▶ **Aim of the task**:
From the first line to the last, print the data exactly as written.

Saved entries
::::

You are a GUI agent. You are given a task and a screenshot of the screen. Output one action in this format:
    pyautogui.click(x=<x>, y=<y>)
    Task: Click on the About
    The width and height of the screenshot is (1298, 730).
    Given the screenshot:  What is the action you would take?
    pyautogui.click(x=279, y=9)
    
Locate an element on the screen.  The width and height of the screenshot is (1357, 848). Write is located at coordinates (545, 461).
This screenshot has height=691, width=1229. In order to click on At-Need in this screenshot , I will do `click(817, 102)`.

::::

▶ **Completed task**:
You are a GUI agent. You are given a task and a screenshot of the screen. Output one action in this format:
    pyautogui.click(x=<x>, y=<y>)
    Task: Click on the About
    The width and height of the screenshot is (1298, 730).
    Given the screenshot:  What is the action you would take?
    pyautogui.click(x=279, y=9)
    
Locate an element on the screen.  The width and height of the screenshot is (1357, 848). Write is located at coordinates (545, 461).
This screenshot has height=691, width=1229. In order to click on At-Need in this screenshot , I will do `click(817, 102)`.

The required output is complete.